Monday, June 18, 2012

Is Capitalism a Constitutional Right?


by Dick Mac

The Supreme Court of the United States is, more or less, a respected institution committed to jurisprudence and Constitutional interpretation.

Constitutional interpretation has changed over the decades,as you might expect (if you have a brain used for something other than remembering the route to McDonalds).  Two areas of United States law that have been changed by the Supreme Court that come immediately to mind are:  the definition of personhood ( post-slavery concept attempting to define the rights of brown-skinned people in America), and (2) capital punishment (our collective right to put to death someone we don't like).

In its current and most recent terms, SCOTUS has been discussing a lot of economic issues, including those associated with personhood.

The justices have, historically, dealt with many economic issues; but it hasn't been until the Roberts court that SCOTUS seems to be defining capitalism as a constitutional freedom, as opposed to commerce being protected by the Constitution.  Today's SCOTUS is a bit of an embarrassment, as one of the associate justices is totally unqualified to sit as a judge in any court and has not posed a question in a case for over six years.  Sadly, he is one of the younger Justices and will be present on the bench for a long time to come.

Justice Clarence Thomas sits on the bench for one reason alone, to vote the right-wing stance on every case that comes before him.  Thomas is key to helping the right-wing define capitalism as a constitutional right, as opposed to free commerce being a constitutional right.  Not only is he trying to help define capitalism as a right, it is an insidious form of capitalism that Gore Vidal, in the end of the last century, said creates " . . . socialism for the rich and free-enterprise for everybody else."

It's not really capitalism at all, but a hybrid economic plan guaranteed to eliminate constitutional freedom and protection of actual people (human beings) in order to advance this economic theory known popularly as "reaganomics."

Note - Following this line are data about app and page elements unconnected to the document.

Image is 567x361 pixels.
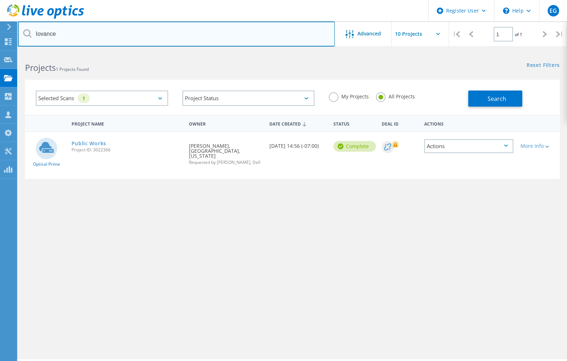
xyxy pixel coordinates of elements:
span: Requested by [PERSON_NAME], Dell [189,160,262,165]
div: [PERSON_NAME], [GEOGRAPHIC_DATA], [US_STATE] [185,132,265,172]
div: 1 [78,93,90,103]
div: Complete [333,141,376,152]
span: EG [550,8,557,14]
div: | [552,21,567,47]
span: Advanced [357,31,381,36]
span: of 1 [515,31,522,38]
svg: \n [503,8,509,14]
label: All Projects [376,92,415,99]
input: Search projects by name, owner, ID, company, etc [18,21,335,47]
div: Date Created [266,117,330,130]
div: Status [330,117,378,130]
span: Optical Prime [33,162,60,166]
div: Actions [421,117,517,130]
div: | [449,21,464,47]
div: Project Status [182,91,315,106]
a: Reset Filters [527,63,560,69]
b: Projects [25,62,56,73]
span: 1 Projects Found [56,66,89,72]
div: Selected Scans [36,91,168,106]
span: Search [488,95,506,103]
div: Project Name [68,117,186,130]
div: More Info [521,143,556,148]
a: Public Works [72,141,106,146]
div: Owner [185,117,265,130]
div: Actions [424,139,513,153]
label: My Projects [329,92,369,99]
div: [DATE] 14:56 (-07:00) [266,132,330,156]
span: Project ID: 3022366 [72,148,182,152]
a: Live Optics Dashboard [7,15,84,20]
div: Deal Id [378,117,421,130]
button: Search [468,91,522,107]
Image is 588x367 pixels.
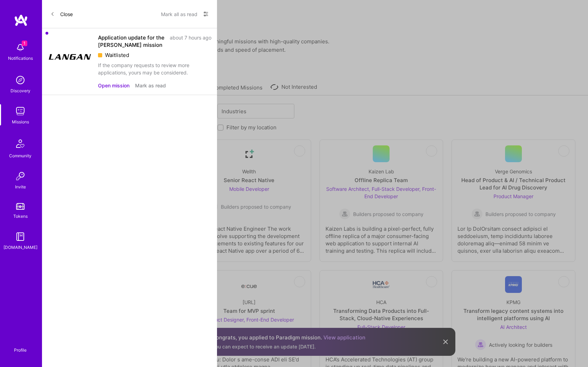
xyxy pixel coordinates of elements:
img: tokens [16,203,24,210]
button: Mark all as read [161,8,198,20]
div: If the company requests to review more applications, yours may be considered. [98,61,212,76]
div: Profile [14,347,27,353]
img: bell [13,41,27,54]
span: 1 [22,41,27,46]
div: Waitlisted [98,51,212,59]
a: Profile [11,339,29,353]
img: logo [14,14,28,27]
img: discovery [13,73,27,87]
div: Application update for the [PERSON_NAME] mission [98,34,166,49]
button: Close [51,8,73,20]
img: guide book [13,230,27,244]
img: Invite [13,169,27,183]
div: Tokens [13,213,27,220]
div: Notifications [8,54,33,62]
button: Open mission [98,82,130,89]
div: about 7 hours ago [170,34,212,49]
div: Discovery [10,87,31,95]
button: Mark as read [135,82,166,89]
img: Company Logo [48,34,92,79]
div: Community [9,152,31,160]
div: [DOMAIN_NAME] [3,244,38,251]
div: Missions [12,118,29,126]
div: Invite [15,183,26,190]
img: teamwork [13,104,27,118]
img: Community [12,136,29,152]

One issue of this insidious economic system is the notion that the People (using their government - which is our government of, by, and for the people) have no right to regulate business, that regulation impedes commerce.

That's a ridiculous notion, but a right-winger is unable to see the facts that the half-century era of regulation in the United States is the era in which economic growth was the most amazing and led to American ingenuity unparalleled anywhere history.

The current right-leaning SCOTUS will ensure this continues.  The justices will make every effort to reverse any case based on findings that supported regulation.

While we gut regulation, I hope we will remember which Justices were in favor of regulation in the first place.  One of them was Justice Oliver Wendell Holmes, who, in the 1905 case, Lochner v New York,  said: "A Constitution is not intended to embody a particular economic theory."


It's sad to see that brilliant statement ignored.